◆ What you need to do: Without skipping a line, reproduce the entries exactly.

(Source records)

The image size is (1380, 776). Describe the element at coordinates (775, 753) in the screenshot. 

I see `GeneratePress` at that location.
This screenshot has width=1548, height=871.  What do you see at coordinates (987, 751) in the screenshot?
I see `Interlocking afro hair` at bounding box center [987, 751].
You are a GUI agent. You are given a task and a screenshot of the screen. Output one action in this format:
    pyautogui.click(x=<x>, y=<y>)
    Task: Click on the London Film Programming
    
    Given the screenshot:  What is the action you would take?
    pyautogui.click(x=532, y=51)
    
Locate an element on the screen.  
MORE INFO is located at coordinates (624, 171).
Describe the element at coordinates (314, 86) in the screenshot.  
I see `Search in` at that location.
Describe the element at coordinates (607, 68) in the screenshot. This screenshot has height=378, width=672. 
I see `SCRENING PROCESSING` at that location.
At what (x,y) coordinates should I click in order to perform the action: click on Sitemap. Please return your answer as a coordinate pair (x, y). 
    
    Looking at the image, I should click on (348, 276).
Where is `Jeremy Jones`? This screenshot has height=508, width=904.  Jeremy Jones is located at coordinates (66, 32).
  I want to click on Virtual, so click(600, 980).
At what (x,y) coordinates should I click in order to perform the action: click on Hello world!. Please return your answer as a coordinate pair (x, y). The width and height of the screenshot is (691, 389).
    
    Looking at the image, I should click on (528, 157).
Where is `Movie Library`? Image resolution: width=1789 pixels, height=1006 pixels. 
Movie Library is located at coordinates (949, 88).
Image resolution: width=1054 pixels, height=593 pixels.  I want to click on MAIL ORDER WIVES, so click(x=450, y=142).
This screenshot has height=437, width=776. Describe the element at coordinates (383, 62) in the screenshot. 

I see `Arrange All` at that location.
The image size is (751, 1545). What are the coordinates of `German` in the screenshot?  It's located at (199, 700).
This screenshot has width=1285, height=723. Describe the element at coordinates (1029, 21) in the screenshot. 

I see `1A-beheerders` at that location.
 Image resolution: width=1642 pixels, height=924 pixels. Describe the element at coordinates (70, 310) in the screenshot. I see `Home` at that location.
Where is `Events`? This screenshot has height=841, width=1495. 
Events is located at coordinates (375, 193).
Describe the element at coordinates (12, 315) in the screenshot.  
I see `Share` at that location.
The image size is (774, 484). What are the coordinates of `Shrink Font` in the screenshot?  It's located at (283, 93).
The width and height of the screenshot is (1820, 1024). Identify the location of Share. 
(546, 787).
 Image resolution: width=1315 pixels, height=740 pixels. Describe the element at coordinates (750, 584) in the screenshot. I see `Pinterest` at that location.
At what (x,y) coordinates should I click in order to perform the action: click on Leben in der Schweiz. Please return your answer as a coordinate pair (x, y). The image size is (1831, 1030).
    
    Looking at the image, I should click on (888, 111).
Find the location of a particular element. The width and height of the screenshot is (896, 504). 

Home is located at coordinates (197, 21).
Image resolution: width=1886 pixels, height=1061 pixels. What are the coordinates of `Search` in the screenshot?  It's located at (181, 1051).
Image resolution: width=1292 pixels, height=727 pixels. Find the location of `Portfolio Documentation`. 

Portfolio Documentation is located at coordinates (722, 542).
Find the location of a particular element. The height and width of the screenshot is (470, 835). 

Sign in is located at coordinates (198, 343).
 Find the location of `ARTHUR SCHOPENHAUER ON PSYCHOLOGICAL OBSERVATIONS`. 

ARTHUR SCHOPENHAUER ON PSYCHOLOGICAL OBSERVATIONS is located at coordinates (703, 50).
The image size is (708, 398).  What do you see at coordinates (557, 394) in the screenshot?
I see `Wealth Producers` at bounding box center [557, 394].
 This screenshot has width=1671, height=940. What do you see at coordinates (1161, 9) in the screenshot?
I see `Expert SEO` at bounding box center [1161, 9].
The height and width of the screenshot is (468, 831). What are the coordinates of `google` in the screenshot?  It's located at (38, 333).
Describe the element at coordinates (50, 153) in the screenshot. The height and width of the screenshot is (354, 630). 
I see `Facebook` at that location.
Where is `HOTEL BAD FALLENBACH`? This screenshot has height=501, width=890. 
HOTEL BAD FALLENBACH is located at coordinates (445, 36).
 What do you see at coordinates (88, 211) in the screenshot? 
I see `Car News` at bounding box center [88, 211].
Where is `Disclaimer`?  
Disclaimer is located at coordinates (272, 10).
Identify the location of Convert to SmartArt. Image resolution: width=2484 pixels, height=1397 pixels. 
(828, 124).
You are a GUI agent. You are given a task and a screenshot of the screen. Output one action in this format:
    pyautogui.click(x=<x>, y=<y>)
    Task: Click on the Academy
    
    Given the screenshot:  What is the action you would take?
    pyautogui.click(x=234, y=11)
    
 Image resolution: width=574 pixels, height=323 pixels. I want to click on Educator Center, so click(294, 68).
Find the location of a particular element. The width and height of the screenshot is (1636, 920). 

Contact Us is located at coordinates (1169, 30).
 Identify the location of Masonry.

◆ Written response:
The image size is (1380, 776). Describe the element at coordinates (775, 753) in the screenshot. 

I see `GeneratePress` at that location.
This screenshot has width=1548, height=871.  What do you see at coordinates (987, 751) in the screenshot?
I see `Interlocking afro hair` at bounding box center [987, 751].
You are a GUI agent. You are given a task and a screenshot of the screen. Output one action in this format:
    pyautogui.click(x=<x>, y=<y>)
    Task: Click on the London Film Programming
    
    Given the screenshot:  What is the action you would take?
    pyautogui.click(x=532, y=51)
    
Locate an element on the screen.  
MORE INFO is located at coordinates (624, 171).
Describe the element at coordinates (314, 86) in the screenshot.  
I see `Search in` at that location.
Describe the element at coordinates (607, 68) in the screenshot. This screenshot has height=378, width=672. 
I see `SCRENING PROCESSING` at that location.
At what (x,y) coordinates should I click in order to perform the action: click on Sitemap. Please return your answer as a coordinate pair (x, y). 
    
    Looking at the image, I should click on (348, 276).
Where is `Jeremy Jones`? This screenshot has height=508, width=904.  Jeremy Jones is located at coordinates (66, 32).
  I want to click on Virtual, so click(600, 980).
At what (x,y) coordinates should I click in order to perform the action: click on Hello world!. Please return your answer as a coordinate pair (x, y). The width and height of the screenshot is (691, 389).
    
    Looking at the image, I should click on (528, 157).
Where is `Movie Library`? Image resolution: width=1789 pixels, height=1006 pixels. 
Movie Library is located at coordinates (949, 88).
Image resolution: width=1054 pixels, height=593 pixels.  I want to click on MAIL ORDER WIVES, so click(x=450, y=142).
This screenshot has height=437, width=776. Describe the element at coordinates (383, 62) in the screenshot. 

I see `Arrange All` at that location.
The image size is (751, 1545). What are the coordinates of `German` in the screenshot?  It's located at (199, 700).
This screenshot has width=1285, height=723. Describe the element at coordinates (1029, 21) in the screenshot. 

I see `1A-beheerders` at that location.
 Image resolution: width=1642 pixels, height=924 pixels. Describe the element at coordinates (70, 310) in the screenshot. I see `Home` at that location.
Where is `Events`? This screenshot has height=841, width=1495. 
Events is located at coordinates (375, 193).
Describe the element at coordinates (12, 315) in the screenshot.  
I see `Share` at that location.
The image size is (774, 484). What are the coordinates of `Shrink Font` in the screenshot?  It's located at (283, 93).
The width and height of the screenshot is (1820, 1024). Identify the location of Share. 
(546, 787).
 Image resolution: width=1315 pixels, height=740 pixels. Describe the element at coordinates (750, 584) in the screenshot. I see `Pinterest` at that location.
At what (x,y) coordinates should I click in order to perform the action: click on Leben in der Schweiz. Please return your answer as a coordinate pair (x, y). The image size is (1831, 1030).
    
    Looking at the image, I should click on (888, 111).
Find the location of a particular element. The width and height of the screenshot is (896, 504). 

Home is located at coordinates (197, 21).
Image resolution: width=1886 pixels, height=1061 pixels. What are the coordinates of `Search` in the screenshot?  It's located at (181, 1051).
Image resolution: width=1292 pixels, height=727 pixels. Find the location of `Portfolio Documentation`. 

Portfolio Documentation is located at coordinates (722, 542).
Find the location of a particular element. The height and width of the screenshot is (470, 835). 

Sign in is located at coordinates (198, 343).
 Find the location of `ARTHUR SCHOPENHAUER ON PSYCHOLOGICAL OBSERVATIONS`. 

ARTHUR SCHOPENHAUER ON PSYCHOLOGICAL OBSERVATIONS is located at coordinates (703, 50).
The image size is (708, 398).  What do you see at coordinates (557, 394) in the screenshot?
I see `Wealth Producers` at bounding box center [557, 394].
 This screenshot has width=1671, height=940. What do you see at coordinates (1161, 9) in the screenshot?
I see `Expert SEO` at bounding box center [1161, 9].
The height and width of the screenshot is (468, 831). What are the coordinates of `google` in the screenshot?  It's located at (38, 333).
Describe the element at coordinates (50, 153) in the screenshot. The height and width of the screenshot is (354, 630). 
I see `Facebook` at that location.
Where is `HOTEL BAD FALLENBACH`? This screenshot has height=501, width=890. 
HOTEL BAD FALLENBACH is located at coordinates (445, 36).
 What do you see at coordinates (88, 211) in the screenshot? 
I see `Car News` at bounding box center [88, 211].
Where is `Disclaimer`?  
Disclaimer is located at coordinates (272, 10).
Identify the location of Convert to SmartArt. Image resolution: width=2484 pixels, height=1397 pixels. 
(828, 124).
You are a GUI agent. You are given a task and a screenshot of the screen. Output one action in this format:
    pyautogui.click(x=<x>, y=<y>)
    Task: Click on the Academy
    
    Given the screenshot:  What is the action you would take?
    pyautogui.click(x=234, y=11)
    
 Image resolution: width=574 pixels, height=323 pixels. I want to click on Educator Center, so click(294, 68).
Find the location of a particular element. The width and height of the screenshot is (1636, 920). 

Contact Us is located at coordinates (1169, 30).
 Identify the location of Masonry.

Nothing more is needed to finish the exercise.